Still Love Your Kid if He is a Gay?

“In a way, I think of it like being Spider-Man, you know? Like he’s so strong and brave, but he can’t really identify as Spider-Man because he knows it will hurt everyone he loves. And I think I war between that. You know, like a part of me wants to be, you know, the person, that my mom wants me to be, but then I realize that I’m a greater person when I’m not the person she wants me to be. So it’s kind of like a war between myself. ‘Cause I know if I don’t go through with the hormones and the surgery, I know I would just be miserable. But my mom and my family would be happy. You know, it’s just kind of like a war…” (Sadowski, 2008, p.139)

It is a touching story. When Matt, a female-to-male transgender youth, (by 2004, he was still biologically female) told her mom that she wanted to become a guy by doing hormone surgery, her mom’s first reaction was shocking, then angry, and finally turned to be very sad. She tried all kinds of methods to stop Matt from doing the surgery. She even said that Matt was too selfish that she made her family sad. In order to make her mom happy, Matt postponed her surgery plan but subsequently she became very depressed. Matt said that she was not that selfish to make her family sad; instead, she was just brave enough to stand out as a herald of transgender group.

Like Matt, the most serious pain a lot of LGBT people suffer when they come out might not be the discrimination from outside their family, but the sadness, disappointment and even shame they see from their family members, especially from their parents. When parents learn the fact that their own kid is a gay, lesbian, or transgender person, their first action usually is to persuade their child to give up that idea. If the child does not listen, some of them may stop accepting him/her as their child or even just simply cut off the relationship with their child.

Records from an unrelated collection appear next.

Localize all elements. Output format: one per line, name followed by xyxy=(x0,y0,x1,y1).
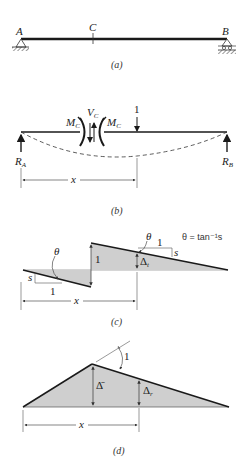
panel-d-moment-influence: 1 Δ̄ Δr x (d) xyxy=(23,341,229,457)
moment-label-right: MC xyxy=(106,116,121,130)
run-left-label: 1 xyxy=(50,285,56,297)
rotation-arc xyxy=(118,347,123,369)
influence-region xyxy=(23,364,229,407)
slope-left-label: s xyxy=(28,271,32,283)
reaction-b-label: RB xyxy=(221,155,234,169)
caption-d: (d) xyxy=(113,445,125,457)
theta-right-label: θ xyxy=(146,230,152,242)
roller-support-icon xyxy=(218,39,236,54)
deflected-shape xyxy=(21,132,227,157)
moment-left-icon xyxy=(80,118,85,146)
dimension-x-label: x xyxy=(73,294,79,306)
label-c: C xyxy=(89,21,97,33)
label-a: A xyxy=(15,25,23,37)
unit-load-label: 1 xyxy=(134,103,140,115)
shear-label: VC xyxy=(87,106,99,120)
panel-c-shear-influence: 1 s 1 θ 1 s θ θ = tan⁻¹s Δt x (c) xyxy=(21,230,228,328)
moment-right-icon xyxy=(100,118,105,146)
label-b: B xyxy=(222,25,229,37)
run-right-label: 1 xyxy=(157,236,163,248)
theta-left-label: θ xyxy=(54,245,60,257)
caption-a: (a) xyxy=(111,59,123,71)
caption-b: (b) xyxy=(111,205,123,217)
jump-label: 1 xyxy=(95,253,101,265)
slope-right-label: s xyxy=(174,246,178,258)
reaction-a-label: RA xyxy=(14,155,27,169)
panel-a-simple-beam: A C B (a) xyxy=(12,21,236,71)
influence-line-diagram: A C B (a) 1 MC MC VC RA RB xyxy=(0,0,244,465)
caption-c: (c) xyxy=(111,316,123,328)
dimension-x-label: x xyxy=(78,418,84,430)
theta-formula: θ = tan⁻¹s xyxy=(182,232,223,242)
dimension-x-label: x xyxy=(70,173,76,185)
moment-label-left: MC xyxy=(65,116,80,130)
pin-support-icon xyxy=(12,39,29,51)
panel-b-free-body: 1 MC MC VC RA RB x (b) xyxy=(14,103,234,217)
rotation-label: 1 xyxy=(124,350,130,362)
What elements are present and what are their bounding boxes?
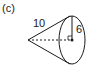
- base-center-point: [71, 39, 74, 42]
- part-label: (c): [2, 3, 15, 14]
- cone-slant-bottom: [28, 40, 70, 64]
- radius-label: 6: [76, 24, 82, 35]
- slant-height-label: 10: [33, 18, 45, 29]
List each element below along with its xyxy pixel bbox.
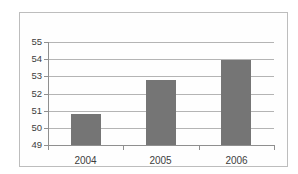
bar-2006 [221, 60, 251, 145]
bar-2004 [71, 114, 101, 145]
gridline-55 [48, 42, 274, 43]
y-tick-label-52: 52 [20, 89, 42, 99]
x-category-label-2006: 2006 [199, 155, 274, 166]
y-tick-label-51: 51 [20, 106, 42, 116]
x-category-label-2005: 2005 [123, 155, 198, 166]
y-tick-label-53: 53 [20, 71, 42, 81]
bar-2005 [146, 80, 176, 145]
y-tick-label-55: 55 [20, 37, 42, 47]
x-tick-mark-1 [123, 145, 124, 150]
y-tick-label-54: 54 [20, 54, 42, 64]
x-tick-mark-3 [274, 145, 275, 150]
x-axis-line [48, 145, 275, 146]
y-tick-label-49: 49 [20, 140, 42, 150]
x-tick-mark-2 [199, 145, 200, 150]
x-category-label-2004: 2004 [48, 155, 123, 166]
chart-frame: 55545352515049200420052006 [19, 12, 288, 167]
y-axis-line [48, 42, 49, 145]
y-tick-label-50: 50 [20, 123, 42, 133]
x-tick-mark-0 [48, 145, 49, 150]
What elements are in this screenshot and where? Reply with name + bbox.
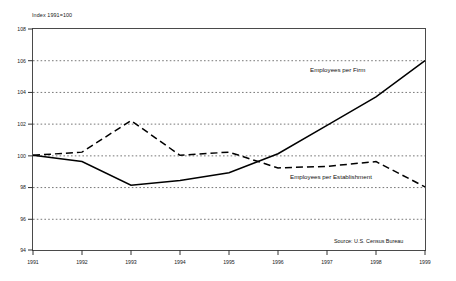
x-tick-1996: 1996 bbox=[263, 259, 293, 265]
plot-frame bbox=[33, 29, 426, 251]
y-tick-102: 102 bbox=[8, 121, 26, 127]
y-tick-96: 96 bbox=[8, 216, 26, 222]
y-tick-106: 106 bbox=[8, 58, 26, 64]
chart-container: Index 1991=100 bbox=[0, 0, 456, 281]
x-tick-1997: 1997 bbox=[312, 259, 342, 265]
series-label-employees-per-firm: Employees per Firm bbox=[310, 66, 365, 73]
series-label-employees-per-establishment: Employees per Establishment bbox=[290, 173, 372, 180]
y-tick-104: 104 bbox=[8, 89, 26, 95]
plot-border bbox=[33, 29, 426, 251]
x-tick-1994: 1994 bbox=[165, 259, 195, 265]
gridlines bbox=[33, 61, 425, 220]
x-tick-1999: 1999 bbox=[410, 259, 440, 265]
x-tick-1992: 1992 bbox=[67, 259, 97, 265]
series-employees-per-firm bbox=[33, 61, 425, 186]
y-tick-100: 100 bbox=[8, 153, 26, 159]
y-tick-94: 94 bbox=[8, 247, 26, 253]
x-tick-1998: 1998 bbox=[361, 259, 391, 265]
x-tick-1991: 1991 bbox=[18, 259, 48, 265]
y-tick-98: 98 bbox=[8, 184, 26, 190]
x-tick-1993: 1993 bbox=[116, 259, 146, 265]
source-note: Source: U.S. Census Bureau bbox=[334, 238, 403, 244]
x-tick-1995: 1995 bbox=[214, 259, 244, 265]
y-tick-108: 108 bbox=[8, 26, 26, 32]
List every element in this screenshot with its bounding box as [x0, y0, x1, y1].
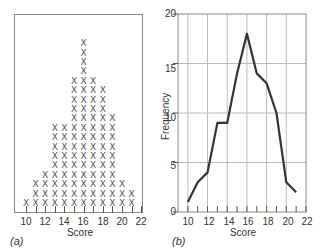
line-x-tick-18: 18 [262, 216, 273, 227]
y-tick-15: 15 [160, 63, 176, 74]
y-tick-0: 0 [160, 206, 176, 217]
line-x-tick-14: 14 [223, 216, 234, 227]
line-x-tick-22: 22 [301, 216, 312, 227]
line-x-tick-16: 16 [242, 216, 253, 227]
y-tick-20: 20 [160, 8, 176, 19]
line-x-tick-12: 12 [203, 216, 214, 227]
panel-label-b: (b) [172, 235, 185, 247]
frequency-line [188, 34, 296, 202]
y-tick-5: 5 [160, 160, 176, 171]
line-chart-x-title: Score [230, 227, 256, 238]
line-x-tick-20: 20 [282, 216, 293, 227]
line-chart-panel: 20 15 10 5 0 Frequency 10 12 14 16 18 20… [0, 0, 324, 252]
line-x-tick-10: 10 [182, 216, 193, 227]
line-chart-y-title: Frequency [160, 93, 171, 140]
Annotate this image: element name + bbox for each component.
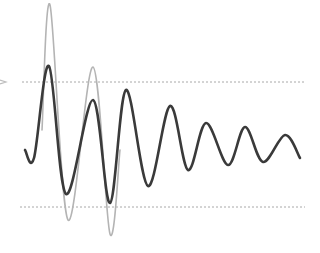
- primary-wave: [25, 66, 300, 203]
- waveform-plot: [0, 0, 320, 253]
- waveform-diagram: [0, 0, 320, 253]
- threshold-arrow-icon: [0, 80, 6, 84]
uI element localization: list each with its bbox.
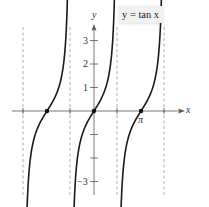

It makes me think that sometimes it is not the kids who are too selfish to make their parents happy; on the contrary, it is the parents who are too selfish to give their kids unconditional love. If they loved their kids before the kids come out, why can’t they continue to love them when they just have a different sexuality or new identity? Yes, having a different sexuality is still something untraditional and not easily accepted even though same-sex marriage has been legalized in many places, but being refused by their own parents after they took a lot of gut and experienced huge pain to make the decision of coming out may make them feel hopeless.

But in Matt’s case, I don’t think that her mom was just worried about having a transgender kid would make her lose face; actually, as a mom, her reaction was a natural one because she knew her daughter would suffer more during and after the surgery both physically and mentally. But if the surgery was the only way that could make Matt happy, why didn’t she just accept the fact and being a spiritual support for Matt?

References

Sadowski, M. (2008). Lesbian, gay, bisexual, and transgender students in U.S. schools. In M. Sadowski (Ed.), Adolescents at School: Perspectives on Youth, Identity, and Education (2nd Ed., pp. 117-146). Cambridge: Harvard Education Press.